Rick Sanchez (@RickSanchezCnn) at one point said, “It’s like in the 80′s…everyone thought Ted Turner was crazy to start a 24-hour news network. Who needs 24-hour news???”

That’s how most people feel about Twitter.
“I don’t get it,” they say.
I didn’t either. I didn’t start “getting it” until about 6 months ago. And I really didn’t fully grok it until I attended Jeff Pulver’s (@JeffPulver) inaugural 140 Characters Conference this week in New York.
I’m not a celebrity, my blog doesn’t garner hundreds of thousands of hits. I’m just a guy who plays piano and writes stuff on his website. I knew something was happening with Twitter, but I didn’t know what. I wanted to find out, so I went to the Woodstock of Tweetups: The 140 Characters Conference.
“This is not like the change from radio to television…this is something different.” – Jeff Pulver, Founder 140 Characters Conference
The transformative power of Twitter is not about the celebrities, it’s really about connecting with regular people. It’s not about what Ashton Kutcher had for breakfast…nobody REALLY cares about that.
It’s about what’s happening NOW.
It’s a real live international conversation, between people of varying cultures, backgrounds, educations, philosophies, religions, sexual preferences, nationalities. It’s an open forum where the only limitation is the number of characters you can use in each message.
From a distance, it all looks like noise (and most of it is). Chatter. But from the chatter bubbles trends and topics. Not just the topics that the “talking heads” tell us about on the news, or the newspapers or websites tell us about, but the topics the Twitterverse finds important.
Unlike Google Analytics, which can tell us what people are searching for, Twitter shows us what people are talking about.
And what are they talking about? Most recently the Elections in Iran. The conversation about the Iran Elections (#IranElections) was deemed so important that the State Department asked Twitter to not perform a scheduled maintenance this week to keep the discussion going.
And that’s what it is…a tool. How we wield this tool can change the world. And it is.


=== Directions ===
The answer is the data repeated in full, with no pictures included.

=== Records for processing ===
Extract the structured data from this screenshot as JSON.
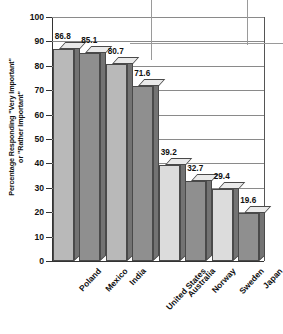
{
  "chart_data": {
    "type": "bar",
    "title": "",
    "xlabel": "",
    "ylabel": "Percentage Responding \"Very Important\"\nor \"Rather Important\"",
    "categories": [
      "Poland",
      "Mexico",
      "India",
      "United States",
      "Australia",
      "Norway",
      "Sweden",
      "Japan"
    ],
    "values": [
      86.8,
      85.1,
      80.7,
      71.6,
      39.2,
      32.7,
      29.4,
      19.6
    ],
    "value_labels": [
      "86.8",
      "85.1",
      "80.7",
      "71.6",
      "39.2",
      "32.7",
      "29.4",
      "19.6"
    ],
    "ylim": [
      0,
      100
    ],
    "yticks": [
      0,
      10,
      20,
      30,
      40,
      50,
      60,
      70,
      80,
      90,
      100
    ],
    "ytick_labels": [
      "0",
      "10",
      "20",
      "30",
      "40",
      "50",
      "60",
      "70",
      "80",
      "90",
      "100"
    ],
    "grid": true,
    "legend": "none",
    "bar_shades": [
      "light",
      "dark",
      "light",
      "dark",
      "light",
      "dark",
      "light",
      "dark"
    ]
  },
  "colors": {
    "bar_light": "#b9b9b9",
    "bar_lighter": "#dcdcdc",
    "bar_dark": "#8f8f8f",
    "bar_top": "#eaeaea",
    "bar_side": "#737373",
    "outline": "#4a4a4a",
    "gridline": "#8a8a8a",
    "axis": "#333333",
    "text": "#111111",
    "background": "#ffffff"
  }
}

=== Reply to the task ===
Extract the structured data from this screenshot as JSON.
{
  "chart_data": {
    "type": "bar",
    "title": "",
    "xlabel": "",
    "ylabel": "Percentage Responding \"Very Important\"\nor \"Rather Important\"",
    "categories": [
      "Poland",
      "Mexico",
      "India",
      "United States",
      "Australia",
      "Norway",
      "Sweden",
      "Japan"
    ],
    "values": [
      86.8,
      85.1,
      80.7,
      71.6,
      39.2,
      32.7,
      29.4,
      19.6
    ],
    "value_labels": [
      "86.8",
      "85.1",
      "80.7",
      "71.6",
      "39.2",
      "32.7",
      "29.4",
      "19.6"
    ],
    "ylim": [
      0,
      100
    ],
    "yticks": [
      0,
      10,
      20,
      30,
      40,
      50,
      60,
      70,
      80,
      90,
      100
    ],
    "ytick_labels": [
      "0",
      "10",
      "20",
      "30",
      "40",
      "50",
      "60",
      "70",
      "80",
      "90",
      "100"
    ],
    "grid": true,
    "legend": "none",
    "bar_shades": [
      "light",
      "dark",
      "light",
      "dark",
      "light",
      "dark",
      "light",
      "dark"
    ]
  },
  "colors": {
    "bar_light": "#b9b9b9",
    "bar_lighter": "#dcdcdc",
    "bar_dark": "#8f8f8f",
    "bar_top": "#eaeaea",
    "bar_side": "#737373",
    "outline": "#4a4a4a",
    "gridline": "#8a8a8a",
    "axis": "#333333",
    "text": "#111111",
    "background": "#ffffff"
  }
}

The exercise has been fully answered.